Topic 3, Mix Questions
You need to design an Azure Synapse Analytics dedicated SQL pool that meets the following requirements:
Can return an employee record from a given point in time.
Maintains the latest employee information.
Minimizes query complexity.
How should you model the employee data?
A.
as a temporal table
B.
as a SQL graph table
C.
as a degenerate dimension table
D.
as a Type 2 slowly changing dimension (SCD) table
as a Type 2 slowly changing dimension (SCD) table
Explanation:
A Type 2 SCD supports versioning of dimension members. Often the source system
doesn't store versions, so the data warehouse load process detects and manages changes
in a dimension table. In this case, the dimension table must use a surrogate key to provide
a unique reference to a version of the dimension member. It also includes columns that
define the date range validity of the version (for example, StartDate and EndDate) and
possibly a flag column (for example, IsCurrent) to easily filter by current dimension
members.
Reference:
https://docs.microsoft.com/en-us/learn/modules/populate-slowly-changing-dimensionsazure-
synapse-analytics-pipelines/3-choose-between-dimension-types
You have an Azure Synapse Analytics serverless SQL pool named Pool1 and an Azure
Data Lake Storage Gen2 account named storage1. The AllowedBlobpublicAccess porperty
is disabled for storage1.
You need to create an external data source that can be used by Azure Active Directory
(Azure AD) users to access storage1 from Pool1.
What should you create first?
A.
an external resource pool
B.
a remote service binding
C.
database scoped credentials
D.
an external library
database scoped credentials
Note: This question is part of a series of questions that present the same scenario.
Each question in the series contains a unique solution that might meet the stated
goals. Some question sets might have more than one correct solution, while others
might not have a correct solution.
After you answer a question in this section, you will NOT be able to return to it. As a
result, these questions will not appear in the review screen.
You plan to create an Azure Databricks workspace that has a tiered structure. The
workspace will contain the following three workloads:
A workload for data engineers who will use Python and SQL.
A workload for jobs that will run notebooks that use Python, Scala, and SOL.
A workload that data scientists will use to perform ad hoc analysis in Scala and R.
The enterprise architecture team at your company identifies the following standards for
Databricks environments:
The data engineers must share a cluster.
The job cluster will be managed by using a request process whereby data
scientists and data engineers provide packaged notebooks for deployment to the
cluster.
All the data scientists must be assigned their own cluster that terminates
automatically after 120 minutes of inactivity. Currently, there are three data
scientists.
You need to create the Databricks clusters for the workloads.
Solution: You create a High Concurrency cluster for each data scientist, a High
Concurrency cluster for the data engineers, and a Standard cluster for the jobs.
Does this meet the goal?
A.
Yes
B.
No
No
Explanation:
Need a High Concurrency cluster for the jobs.
Standard clusters are recommended for a single user. Standard can run workloads
developed in any language:
Python, R, Scala, and SQL.
A high concurrency cluster is a managed cloud resource. The key benefits of high
concurrency clusters are that
they provide Apache Spark-native fine-grained sharing for maximum resource utilization
and minimum query
latencies.
Reference:
https://docs.azuredatabricks.net/clusters/configure.html
You plan to implement an Azure Data Lake Storage Gen2 container that will contain CSV
files. The size of the files will vary based on the number of events that occur per hour.
File sizes range from 4.KB to 5 GB.
You need to ensure that the files stored in the container are optimized for batch processing.
What should you do?
A.
Compress the files.
B.
Merge the files.
C.
Convert the files to JSON
D.
Convert the files to Avro.
Convert the files to Avro.
Note: This question is part of a series of questions that present the same scenario. Each question in the series contains a unique solution that might meet the stated goals. Some
question sets might have more than one correct solution, while others might not have a
correct solution.
After you answer a question in this scenario, you will NOT be able to return to it. As a
result, these questions will not appear in the review screen.
You have an Azure Storage account that contains 100 GB of files. The files contain text
and numerical values. 75% of the rows contain description data that has an average length
of 1.1 MB.
You plan to copy the data from the storage account to an Azure SQL data warehouse.
You need to prepare the files to ensure that the data copies quickly.
Solution: You modify the files to ensure that each row is more than 1 MB.
Does this meet the goal?
A.
Yes
B.
No
No
Explanation:
Instead modify the files to ensure that each row is less than 1 MB.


▶ Work to be completed
Each line of the data must reappear exactly in your answer, with no images included.

**** Task input

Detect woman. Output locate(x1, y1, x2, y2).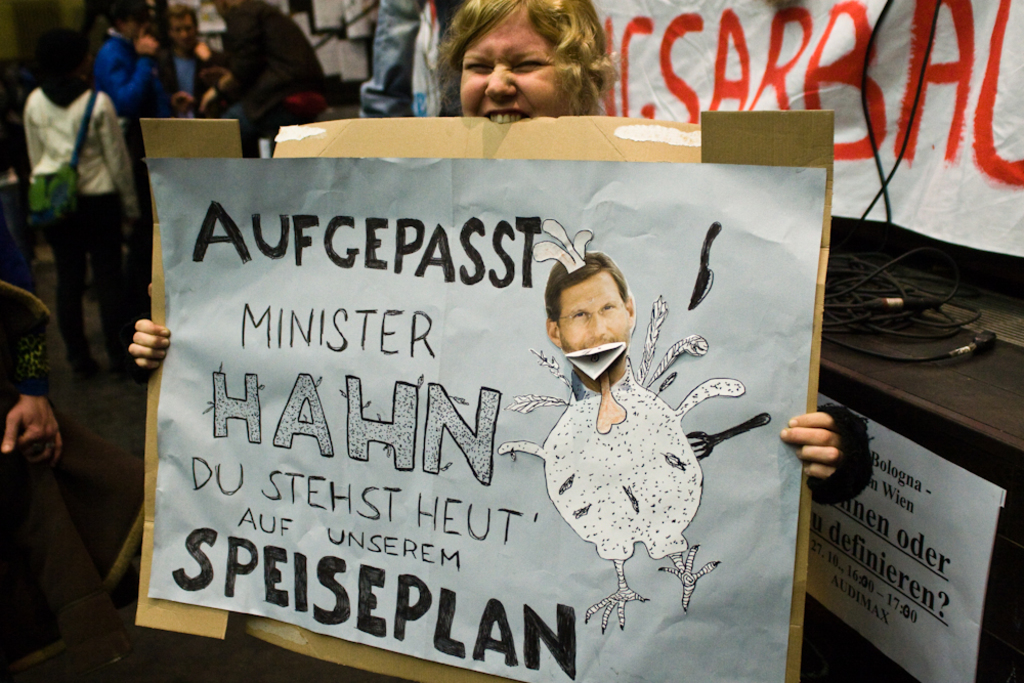
locate(11, 10, 144, 420).
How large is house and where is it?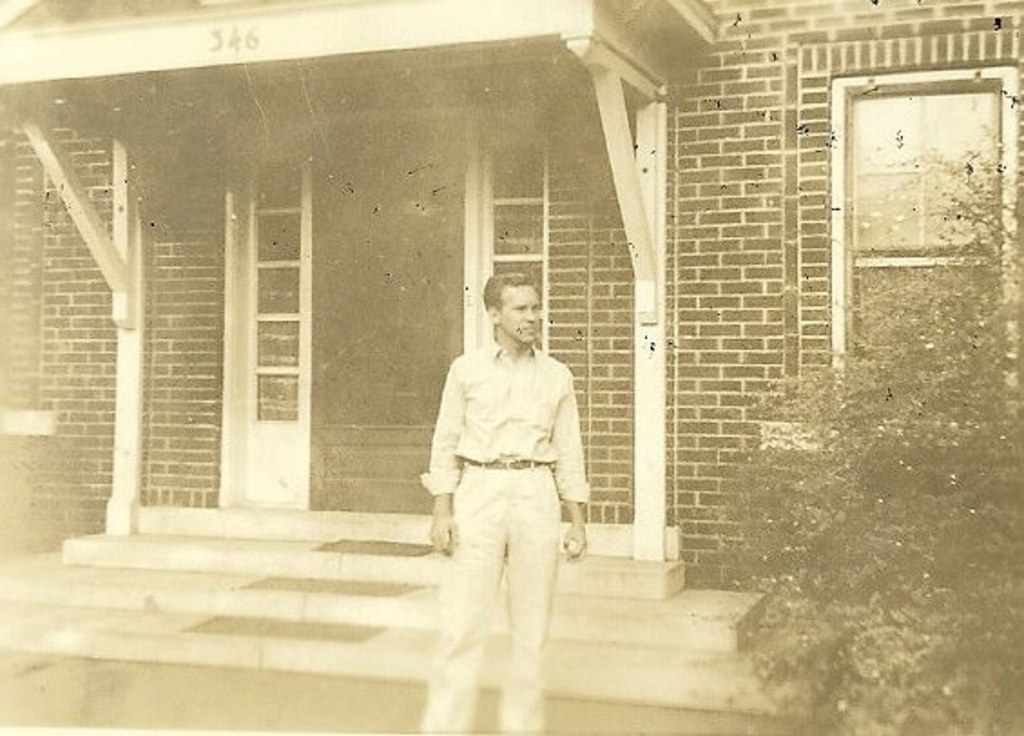
Bounding box: 0,0,993,667.
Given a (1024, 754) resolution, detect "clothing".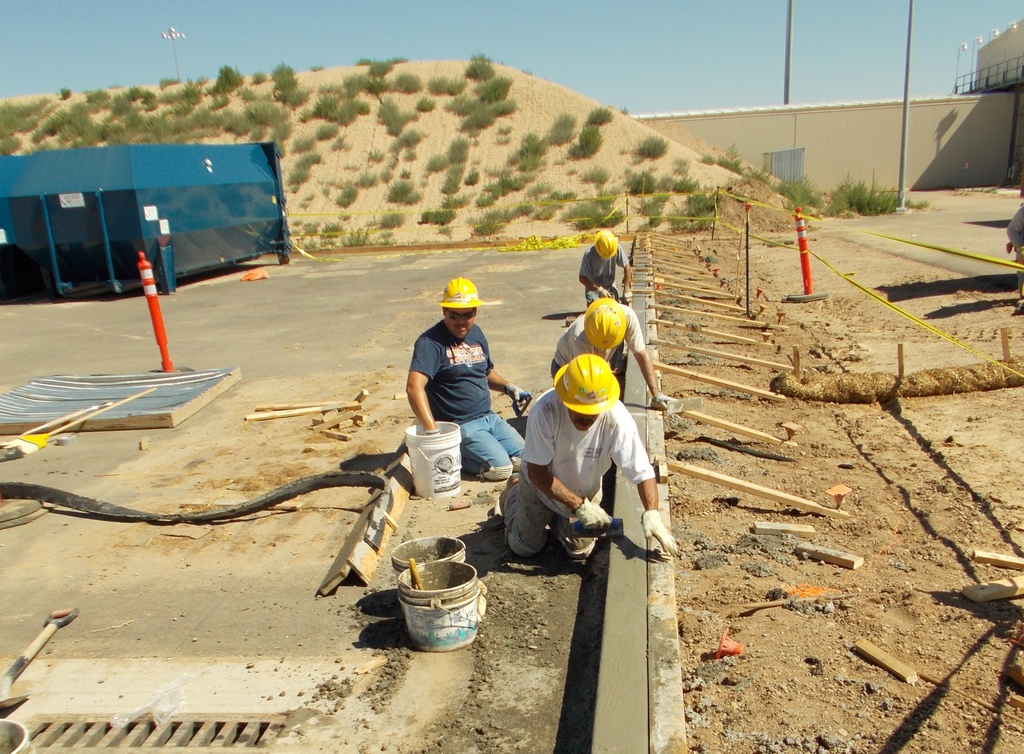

********

▶ Output for this exercise
Detect woman. Output locate(x1, y1, x2, y2).
locate(11, 10, 144, 420).
How large is house and where is it?
Bounding box: 0,0,993,667.
Given a (1024, 754) resolution, detect "clothing".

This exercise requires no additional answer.